Travis slapped a hand on the glass. “How am I in there if I’m out here?”

“Weird thought, ain’t it?”

“The grownups knew I wasn’t real?”

“Looks like it to me, boy. But let me set you straight on one thing.” The man put a hand on his shoulder and turned Travis to face him. “You are real. Those wires and hoses right there're connecting you to that boy. His thoughts are your thoughts, and he’s moving and seeing and breathing every time you do. It’s just, you’re doing it for him. The only thing that hasn’t been real is the world you’re living in. Dylan Micah and the others changed that a little bit for you.”

“Why?”

“Some real bad stuff happened to the world a few years ago, kid. You might not remember it, but it was real bad. It's actually why I’m a Scanner now. Everyone kinda had to split up and fend for themselves. D.M. said it was his job to protect you until you were old enough to protect yourself. I suppose this was his way of protecting you from how loopy the weather and the world is out there.”

“Are you going to leave me with them?” Travis looked back at the five grownups still staring straight through him. He had to look at the floor.

“Nah, can’t do that. Doesn’t look like any of you can get out of these pods without someone from the outside doing it, and I shut down the adult drones. I’ll have to report this to my unit, and they’ll come collect y’all.

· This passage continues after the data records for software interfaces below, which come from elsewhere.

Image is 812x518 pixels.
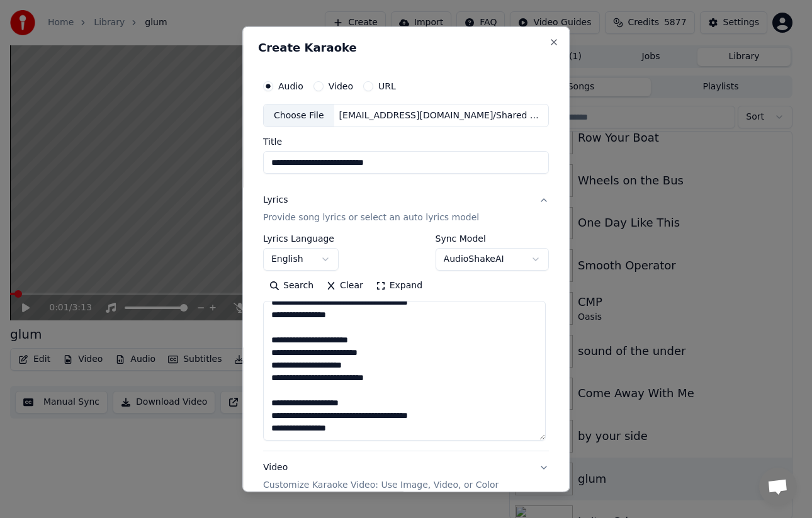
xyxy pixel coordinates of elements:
[263,451,549,501] button: VideoCustomize Karaoke Video: Use Image, Video, or Color
[263,461,498,491] div: Video
[379,81,396,90] label: URL
[436,234,549,243] label: Sync Model
[263,234,339,243] label: Lyrics Language
[329,81,353,90] label: Video
[263,234,549,451] div: LyricsProvide song lyrics or select an auto lyrics model
[263,275,320,296] button: Search
[263,194,287,206] div: Lyrics
[334,109,548,121] div: [EMAIL_ADDRESS][DOMAIN_NAME]/Shared drives/Sing King G Drive/Filemaker/CPT_Tracks/New Content/105...
[279,81,303,90] label: Audio
[263,184,549,234] button: LyricsProvide song lyrics or select an auto lyrics model
[370,275,429,296] button: Expand
[258,41,554,53] h2: Create Karaoke
[263,211,479,224] p: Provide song lyrics or select an auto lyrics model
[264,104,334,126] div: Choose File
[263,479,498,491] p: Customize Karaoke Video: Use Image, Video, or Color
[320,275,370,296] button: Clear
[263,137,549,146] label: Title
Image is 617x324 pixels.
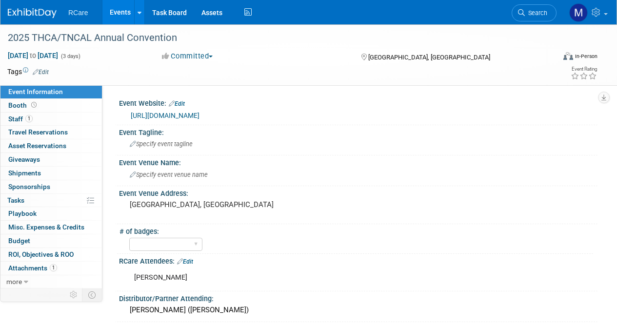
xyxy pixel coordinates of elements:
span: Sponsorships [8,183,50,191]
span: ROI, Objectives & ROO [8,251,74,259]
span: Travel Reservations [8,128,68,136]
a: Attachments1 [0,262,102,275]
div: 2025 THCA/TNCAL Annual Convention [4,29,547,47]
span: Specify event venue name [130,171,208,179]
pre: [GEOGRAPHIC_DATA], [GEOGRAPHIC_DATA] [130,201,308,209]
span: Specify event tagline [130,141,193,148]
a: Edit [177,259,193,265]
span: Event Information [8,88,63,96]
span: Giveaways [8,156,40,163]
div: Event Venue Address: [119,186,598,199]
a: ROI, Objectives & ROO [0,248,102,262]
div: Event Tagline: [119,125,598,138]
a: [URL][DOMAIN_NAME] [131,112,200,120]
td: Personalize Event Tab Strip [65,289,82,302]
span: more [6,278,22,286]
span: 1 [25,115,33,122]
a: Tasks [0,194,102,207]
img: Mila Vasquez [569,3,588,22]
a: Misc. Expenses & Credits [0,221,102,234]
a: Event Information [0,85,102,99]
a: Playbook [0,207,102,221]
a: Booth [0,99,102,112]
a: Edit [33,69,49,76]
a: Sponsorships [0,181,102,194]
a: Travel Reservations [0,126,102,139]
a: Search [512,4,557,21]
span: [DATE] [DATE] [7,51,59,60]
span: Asset Reservations [8,142,66,150]
span: Staff [8,115,33,123]
span: Misc. Expenses & Credits [8,223,84,231]
span: to [28,52,38,60]
a: Staff1 [0,113,102,126]
td: Toggle Event Tabs [82,289,102,302]
span: Tasks [7,197,24,204]
a: Asset Reservations [0,140,102,153]
span: RCare [68,9,88,17]
span: Playbook [8,210,37,218]
a: Budget [0,235,102,248]
div: In-Person [575,53,598,60]
img: ExhibitDay [8,8,57,18]
a: Shipments [0,167,102,180]
div: RCare Attendees: [119,254,598,267]
span: Attachments [8,264,57,272]
span: 1 [50,264,57,272]
td: Tags [7,67,49,77]
span: Booth not reserved yet [29,101,39,109]
div: Event Venue Name: [119,156,598,168]
span: (3 days) [60,53,81,60]
span: Booth [8,101,39,109]
a: more [0,276,102,289]
span: Shipments [8,169,41,177]
a: Giveaways [0,153,102,166]
a: Edit [169,101,185,107]
div: Event Website: [119,96,598,109]
img: Format-Inperson.png [564,52,573,60]
span: Search [525,9,547,17]
div: Event Format [511,51,598,65]
div: # of badges: [120,224,593,237]
span: Budget [8,237,30,245]
div: [PERSON_NAME] [127,268,503,288]
div: Event Rating [571,67,597,72]
span: [GEOGRAPHIC_DATA], [GEOGRAPHIC_DATA] [368,54,490,61]
button: Committed [159,51,217,61]
div: [PERSON_NAME] ([PERSON_NAME]) [126,303,590,318]
div: Distributor/Partner Attending: [119,292,598,304]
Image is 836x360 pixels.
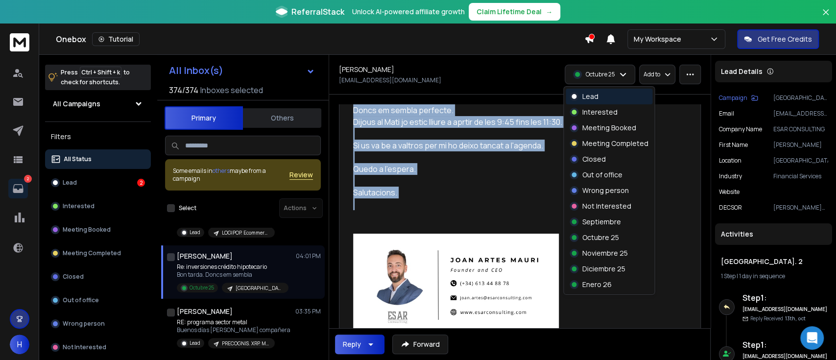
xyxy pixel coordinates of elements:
p: [GEOGRAPHIC_DATA]. 2 [236,285,283,292]
p: First Name [719,141,748,149]
h1: All Inbox(s) [169,66,223,75]
div: Salutacions. [353,187,639,198]
p: 03:35 PM [295,308,321,315]
p: Lead [582,92,598,101]
p: 04:01 PM [296,252,321,260]
button: Others [243,107,321,129]
p: Octubre 25 [582,233,619,242]
p: Unlock AI-powered affiliate growth [352,7,465,17]
span: ReferralStack [291,6,344,18]
p: Press to check for shortcuts. [61,68,130,87]
p: Lead [190,229,200,236]
div: Doncs em sembla perfecte. [353,104,639,116]
h1: [PERSON_NAME] [177,307,233,316]
img: AIorK4xpi8cyYZMP-_T12ElyjG8OohN-OJ3YsQGXBm5QeqP-JSfoZd4lUaNnwwjFeUlAPj-ogIlN-QOmDTvL [353,234,559,336]
p: industry [719,172,742,180]
h1: [GEOGRAPHIC_DATA]. 2 [721,257,826,266]
p: Company Name [719,125,762,133]
button: Forward [392,334,448,354]
p: [EMAIL_ADDRESS][DOMAIN_NAME] [339,76,441,84]
h6: Step 1 : [742,339,828,351]
div: Dijous al Mati jo estic lliure a aprtir de les 9:45 fins les 11:30. [353,116,639,128]
div: Activities [715,223,832,245]
p: website [719,188,740,196]
p: Closed [582,154,606,164]
p: Enero 26 [582,280,612,289]
p: Financial Services [773,172,828,180]
p: All Status [64,155,92,163]
p: LOGIPOP. Ecommerce [222,229,269,237]
p: Octubre 25 [190,284,214,291]
p: Re: inversiones crédito hipotecario [177,263,288,271]
p: Septiembre [582,217,621,227]
span: → [546,7,552,17]
div: Onebox [56,32,584,46]
p: Campaign [719,94,747,102]
label: Select [179,204,196,212]
p: Interested [63,202,95,210]
p: Lead [190,339,200,347]
h3: Filters [45,130,151,143]
div: | [721,272,826,280]
div: Reply [343,339,361,349]
span: H [10,334,29,354]
p: [GEOGRAPHIC_DATA]. 2 [773,94,828,102]
div: Quedo a l'espera. [353,163,639,175]
p: DECSOR [719,204,742,212]
p: [PERSON_NAME] (Fundador & CEO) [773,204,828,212]
div: Si us va be a valtros per mi ho deixo tancat a l'agenda. [353,140,639,151]
p: Reply Received [750,315,806,322]
span: 1 day in sequence [739,272,785,280]
h6: [EMAIL_ADDRESS][DOMAIN_NAME] [742,306,828,313]
p: [PERSON_NAME] [773,141,828,149]
p: Meeting Completed [582,139,648,148]
button: Tutorial [92,32,140,46]
p: Wrong person [63,320,105,328]
p: Meeting Booked [63,226,111,234]
button: Close banner [819,6,832,29]
button: Primary [165,106,243,130]
h1: [PERSON_NAME] [177,251,233,261]
p: Meeting Completed [63,249,121,257]
p: Closed [63,273,84,281]
p: [EMAIL_ADDRESS][DOMAIN_NAME] [773,110,828,118]
p: Add to [644,71,660,78]
p: [GEOGRAPHIC_DATA] [773,157,828,165]
p: Meeting Booked [582,123,636,133]
p: Diciembre 25 [582,264,625,274]
p: Not Interested [63,343,106,351]
p: Get Free Credits [758,34,812,44]
p: Buenos días [PERSON_NAME] compañera [177,326,290,334]
p: Out of office [63,296,99,304]
p: Octubre 25 [586,71,615,78]
span: 1 Step [721,272,736,280]
p: Interested [582,107,618,117]
p: Lead [63,179,77,187]
p: PRECOGNIS. XRP. Metal (Risky) [222,340,269,347]
span: others [213,167,230,175]
p: 2 [24,175,32,183]
div: Open Intercom Messenger [800,326,824,350]
p: Email [719,110,734,118]
p: My Workspace [634,34,685,44]
p: Out of office [582,170,622,180]
h6: Step 1 : [742,292,828,304]
span: 13th, oct [785,315,806,322]
div: 2 [137,179,145,187]
p: Wrong person [582,186,629,195]
h1: [PERSON_NAME] [339,65,394,74]
h6: [EMAIL_ADDRESS][DOMAIN_NAME] [742,353,828,360]
p: Lead Details [721,67,763,76]
p: location [719,157,741,165]
p: Bon tarda. Doncs em sembla [177,271,288,279]
p: ESAR CONSULTING [773,125,828,133]
p: Noviembre 25 [582,248,628,258]
span: Review [289,170,313,180]
p: Not Interested [582,201,631,211]
p: RE: programa sector metal [177,318,290,326]
h1: All Campaigns [53,99,100,109]
h3: Inboxes selected [200,84,263,96]
span: 374 / 374 [169,84,198,96]
div: Some emails in maybe from a campaign [173,167,289,183]
span: Ctrl + Shift + k [80,67,121,78]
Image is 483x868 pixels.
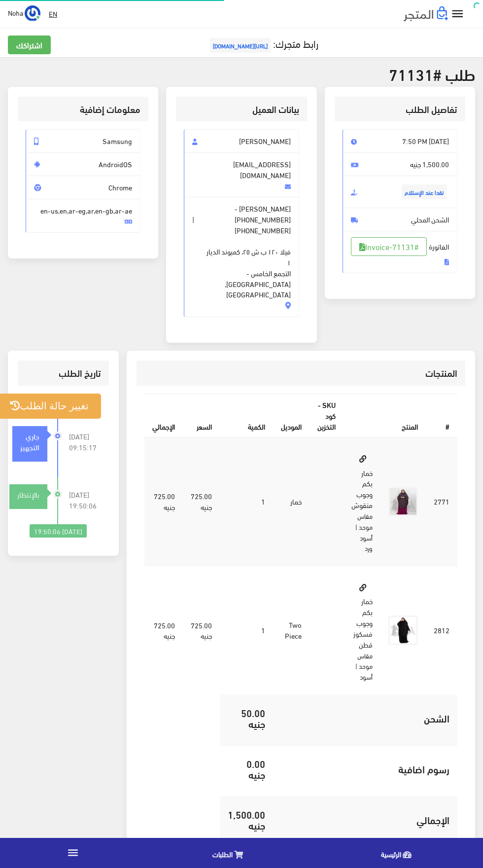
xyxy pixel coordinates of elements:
strong: جاري التجهيز [20,430,40,452]
span: [PERSON_NAME] [184,129,299,152]
h5: رسوم اضافية [281,763,450,774]
span: en-us,en,ar-eg,ar,en-gb,ar-ae [25,199,141,233]
h5: الشحن [281,712,450,723]
span: [DATE] 7:50 PM [342,129,458,152]
h3: المنتجات [145,368,458,378]
small: | أسود ورد [354,521,373,554]
td: 2771 [426,437,458,565]
h3: معلومات إضافية [25,105,141,114]
img: . [404,6,448,21]
img: ... [25,6,41,21]
h5: 50.00 جنيه [228,707,265,729]
span: Noha [8,6,23,19]
h5: 0.00 جنيه [228,758,265,779]
span: AndroidOS [25,152,141,176]
th: المنتج [344,394,426,437]
span: [URL][DOMAIN_NAME] [210,38,271,52]
span: فيلا ١٢٠ ب ش ٢٥، كمبوند الديار ١ التجمع الخامس - [GEOGRAPHIC_DATA], [GEOGRAPHIC_DATA] [192,236,291,300]
th: السعر [183,394,220,437]
td: 725.00 جنيه [183,566,220,695]
span: [PERSON_NAME] - | [184,197,299,317]
div: بالإنتظار [10,489,48,500]
td: Two Piece [273,566,310,695]
i:  [450,7,465,21]
span: نقدا عند الإستلام [402,184,446,199]
th: الموديل [273,394,310,437]
u: EN [48,7,57,20]
span: [EMAIL_ADDRESS][DOMAIN_NAME] [184,152,299,197]
span: الرئيسية [381,847,401,860]
td: خمار [273,437,310,565]
th: اﻹجمالي [145,394,183,437]
h2: طلب #71131 [8,65,475,83]
h5: 1,500.00 جنيه [228,808,265,830]
h3: بيانات العميل [184,105,299,114]
span: [PHONE_NUMBER] [234,214,291,225]
span: الشحن المحلي [342,207,458,231]
a: اشتراكك [8,36,51,54]
td: 725.00 جنيه [183,437,220,565]
th: # [426,394,458,437]
small: | أسود [354,660,373,682]
td: 1 [220,437,273,565]
a: ... Noha [8,5,41,21]
small: مقاس موحد [357,510,373,532]
th: SKU - كود التخزين [310,394,344,437]
span: 1,500.00 جنيه [342,152,458,176]
td: خمار بكم وجوب منقوش [344,437,381,565]
a: الرئيسية [315,840,483,865]
span: [PHONE_NUMBER] [234,225,291,236]
i:  [67,846,79,858]
h3: تاريخ الطلب [25,368,101,378]
span: الطلبات [213,847,233,860]
span: [DATE] 09:15:17 [69,431,102,453]
td: 725.00 جنيه [145,437,183,565]
a: #Invoice-71131 [351,237,427,256]
span: Chrome [25,176,141,199]
h5: اﻹجمالي [281,814,450,825]
small: مقاس موحد [357,650,373,672]
a: الطلبات [146,840,315,865]
h3: تفاصيل الطلب [342,105,458,114]
span: [DATE] 19:50:06 [69,489,102,511]
span: Samsung [25,129,141,152]
div: [DATE] 19:50:06 [29,524,87,538]
td: خمار بكم وجوب فسكوز قطن [344,566,381,695]
td: 725.00 جنيه [145,566,183,695]
span: الفاتورة [342,231,458,273]
td: 1 [220,566,273,695]
td: 2812 [426,566,458,695]
a: EN [44,5,61,23]
a: رابط متجرك:[URL][DOMAIN_NAME] [207,34,319,52]
th: الكمية [220,394,273,437]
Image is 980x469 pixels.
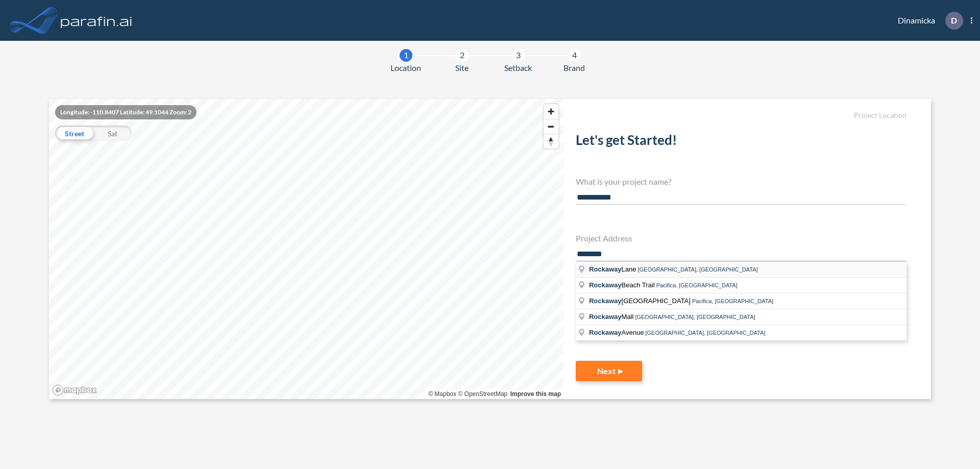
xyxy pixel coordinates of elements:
button: Zoom out [544,119,559,134]
a: OpenStreetMap [458,390,508,397]
span: Rockaway [589,297,622,304]
h4: Project Address [576,233,907,243]
span: Rockaway [589,329,622,336]
div: Longitude: -110.8407 Latitude: 49.1044 Zoom: 2 [55,105,197,119]
a: Mapbox [428,390,457,397]
div: 4 [568,49,581,62]
span: [GEOGRAPHIC_DATA], [GEOGRAPHIC_DATA] [638,266,758,273]
span: Site [456,62,469,74]
button: Next [576,360,642,381]
span: Zoom out [544,119,559,134]
span: Pacifica, [GEOGRAPHIC_DATA] [693,298,773,304]
p: D [951,16,958,25]
span: [GEOGRAPHIC_DATA] [589,297,693,304]
span: Beach Trail [589,281,657,288]
a: Improve this map [511,390,561,397]
div: 3 [512,49,525,62]
span: Rockaway [589,281,622,288]
canvas: Map [49,99,564,399]
h5: Project Location [576,111,907,120]
div: Dinamicka [883,12,973,29]
h4: What is your project name? [576,176,907,186]
button: Zoom in [544,104,559,119]
div: Sat [94,125,132,141]
span: Brand [564,62,585,74]
h2: Let's get Started! [576,132,907,152]
span: Rockaway [589,265,622,273]
div: Street [55,125,94,141]
span: Lane [589,265,638,273]
button: Reset bearing to north [544,134,559,148]
span: [GEOGRAPHIC_DATA], [GEOGRAPHIC_DATA] [645,329,765,336]
span: Mall [589,313,635,320]
span: Rockaway [589,313,622,320]
span: Setback [505,62,532,74]
span: Avenue [589,329,645,336]
div: 2 [456,49,469,62]
span: Location [390,62,421,74]
div: 1 [400,49,413,62]
a: Mapbox homepage [52,384,97,396]
span: [GEOGRAPHIC_DATA], [GEOGRAPHIC_DATA] [635,314,755,320]
img: logo [59,10,134,31]
span: Pacifica, [GEOGRAPHIC_DATA] [657,282,738,288]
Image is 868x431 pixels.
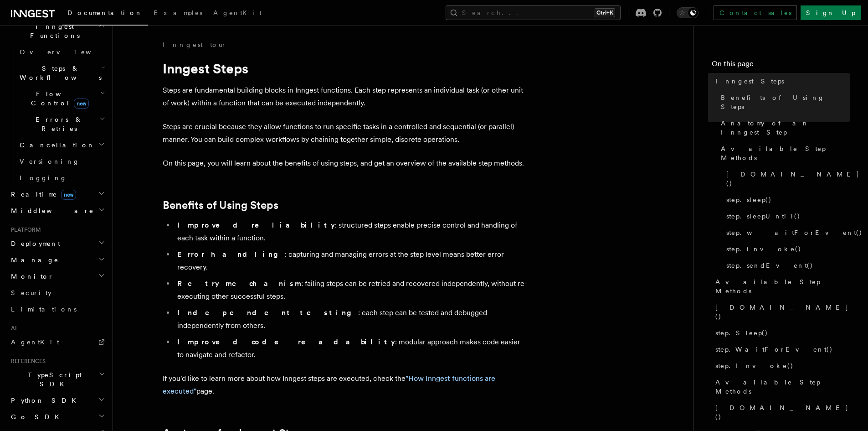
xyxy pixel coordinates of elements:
[726,195,773,205] span: step.sleep()
[214,9,262,16] span: AgentKit
[723,225,850,241] a: step.waitForEvent()
[16,89,100,107] span: Flow Control
[74,98,89,108] span: new
[163,40,226,49] a: Inngest tour
[801,5,861,20] a: Sign Up
[175,219,527,245] li: : structured steps enable precise control and handling of each task within a function.
[7,236,107,252] button: Deployment
[16,111,107,136] button: Errors & Retries
[7,392,107,408] button: Python SDK
[723,192,850,208] a: step.sleep()
[717,89,850,115] a: Benefits of Using Steps
[16,154,107,170] a: Versioning
[445,5,621,20] button: Search...Ctrl+K
[62,3,148,25] a: Documentation
[721,144,850,163] span: Available Step Methods
[154,9,203,16] span: Examples
[16,44,107,60] a: Overview
[175,336,527,361] li: : modular approach makes code easier to navigate and refactor.
[148,3,208,25] a: Examples
[7,325,17,332] span: AI
[7,396,82,405] span: Python SDK
[7,256,59,265] span: Manage
[208,3,267,25] a: AgentKit
[677,7,699,18] button: Toggle dark mode
[175,248,527,274] li: : capturing and managing errors at the step level means better error recovery.
[712,374,850,399] a: Available Step Methods
[721,118,850,136] span: Anatomy of an Inngest Step
[16,170,107,186] a: Logging
[723,208,850,225] a: step.sleepUntil()
[61,190,76,200] span: new
[16,64,102,82] span: Steps & Workflows
[16,136,107,154] button: Cancellation
[163,120,527,145] p: Steps are crucial because they allow functions to run specific tasks in a controlled and sequenti...
[7,366,107,392] button: TypeScript SDK
[715,277,850,296] span: Available Step Methods
[723,166,850,192] a: [DOMAIN_NAME]()
[163,60,527,76] h1: Inngest Steps
[20,48,114,55] span: Overview
[20,158,80,165] span: Versioning
[175,306,527,332] li: : each step can be tested and debugged independently from others.
[715,345,833,354] span: step.WaitForEvent()
[163,199,278,212] a: Benefits of Using Steps
[177,308,358,317] strong: Independent testing
[726,245,802,254] span: step.invoke()
[177,279,302,287] strong: Retry mechanism
[7,239,60,248] span: Deployment
[16,115,99,133] span: Errors & Retries
[7,44,107,186] div: Inngest Functions
[7,268,107,285] button: Monitor
[726,170,860,188] span: [DOMAIN_NAME]()
[712,274,850,299] a: Available Step Methods
[726,212,801,221] span: step.sleepUntil()
[7,301,107,317] a: Limitations
[712,357,850,374] a: step.Invoke()
[721,93,850,111] span: Benefits of Using Steps
[7,203,107,219] button: Middleware
[712,399,850,425] a: [DOMAIN_NAME]()
[726,261,813,270] span: step.sendEvent()
[163,372,527,397] p: If you'd like to learn more about how Inngest steps are executed, check the page.
[7,252,107,268] button: Manage
[7,408,107,425] button: Go SDK
[715,403,850,421] span: [DOMAIN_NAME]()
[715,361,794,370] span: step.Invoke()
[712,325,850,341] a: step.Sleep()
[177,337,395,346] strong: Improved code readability
[7,285,107,301] a: Security
[7,370,98,388] span: TypeScript SDK
[20,175,67,182] span: Logging
[726,228,863,237] span: step.waitForEvent()
[175,277,527,303] li: : failing steps can be retried and recovered independently, without re-executing other successful...
[723,241,850,257] a: step.invoke()
[7,190,76,199] span: Realtime
[11,338,59,346] span: AgentKit
[723,257,850,274] a: step.sendEvent()
[7,18,107,44] button: Inngest Functions
[715,328,769,337] span: step.Sleep()
[713,5,797,20] a: Contact sales
[717,140,850,166] a: Available Step Methods
[712,299,850,325] a: [DOMAIN_NAME]()
[11,306,76,313] span: Limitations
[712,73,850,89] a: Inngest Steps
[177,250,284,258] strong: Error handling
[7,334,107,350] a: AgentKit
[717,115,850,140] a: Anatomy of an Inngest Step
[7,22,98,40] span: Inngest Functions
[7,357,45,365] span: References
[715,377,850,396] span: Available Step Methods
[7,206,94,216] span: Middleware
[67,9,143,16] span: Documentation
[712,341,850,357] a: step.WaitForEvent()
[11,289,52,296] span: Security
[7,272,54,281] span: Monitor
[163,84,527,109] p: Steps are fundamental building blocks in Inngest functions. Each step represents an individual ta...
[7,186,107,203] button: Realtimenew
[715,76,784,85] span: Inngest Steps
[177,221,335,229] strong: Improved reliability
[16,85,107,111] button: Flow Controlnew
[16,60,107,85] button: Steps & Workflows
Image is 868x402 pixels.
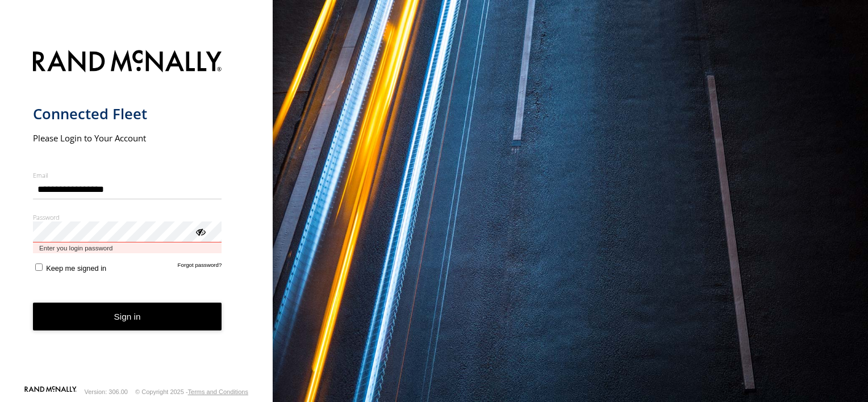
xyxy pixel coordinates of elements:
h1: Connected Fleet [33,105,222,123]
a: Terms and Conditions [188,388,248,395]
a: Visit our Website [25,386,77,397]
a: Forgot password? [177,262,222,273]
label: Email [33,171,222,179]
label: Password [33,213,222,221]
div: © Copyright 2025 - [135,388,248,395]
img: Rand McNally [33,47,222,77]
form: main [33,43,240,385]
button: Sign in [33,302,222,330]
div: Version: 306.00 [85,388,128,395]
div: ViewPassword [194,225,205,236]
span: Enter you login password [33,242,222,253]
input: Keep me signed in [35,263,42,271]
h2: Please Login to Your Account [33,133,222,144]
span: Keep me signed in [46,264,106,273]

You’ll live with the rest of us out there.”

Travis looked up to meet the newcomer’s eyes. “I’ll get to go outside the tunnel.”

“Well yeah, kid, you’ll get to go a lot further than that tunnel. Promise.”

The man stepped toward the door, continuing to say a bunch of stuff Travis didn’t understand. Travis just stood beside the window that held the real him. For as far back as he could remember, he’d never had the urge to say anything. Every word he’d spoken had been because someone else had spoken to him and expected a reply. Now, he felt different.

“Let me go with you.” It came out all in a jumble, and Travis wasn’t even sure the man heard him.

But the newcomer stopped talking and turned around. He locked eyes with Travis for a moment, then looked at the row of windows. He shrugged. “I don’t see why not.”

Travis followed the man out of the workshop and out into Rest Area. The sun had just finished passing over the mountains, but there was still enough gray light to see the path down to the road. The other children were running up to the barn, barely paying them attention since its doors were open to them for the first time. Travis didn’t watch them sprint past him. He was too focused on the Rest Area he was seeing for the first time. Trees without leaves. Ground mostly without grass, and the grass that was there looked sick. A garden without flowers.

To his right, a pair of old and dirty clippers lay forgotten in a holding bin of crumbling, dead weeds where he thought he’d emptied healthy plant clippings not long before.

This was the world -- the real world.

The closer to the tunnel they walked, the more lightheaded Travis felt. At some point, he felt himself sink to the ground before being picked up and carried. Darkness filled the corner of his vision like it did when he pushed himself to get closer to the tunnel. His entire life, he’d hated that darkness because of what it prevented him from seeing.

Now, he let it take him. He knew that very soon, he would open his eyes again, his real eyes, and see an entire world he’d never seen before.

The newcomer carried Travis into the tunnel.

Travis exhaled a breath he'd been holding, slowly and steadily, and fewer than ten steps later, everything went black.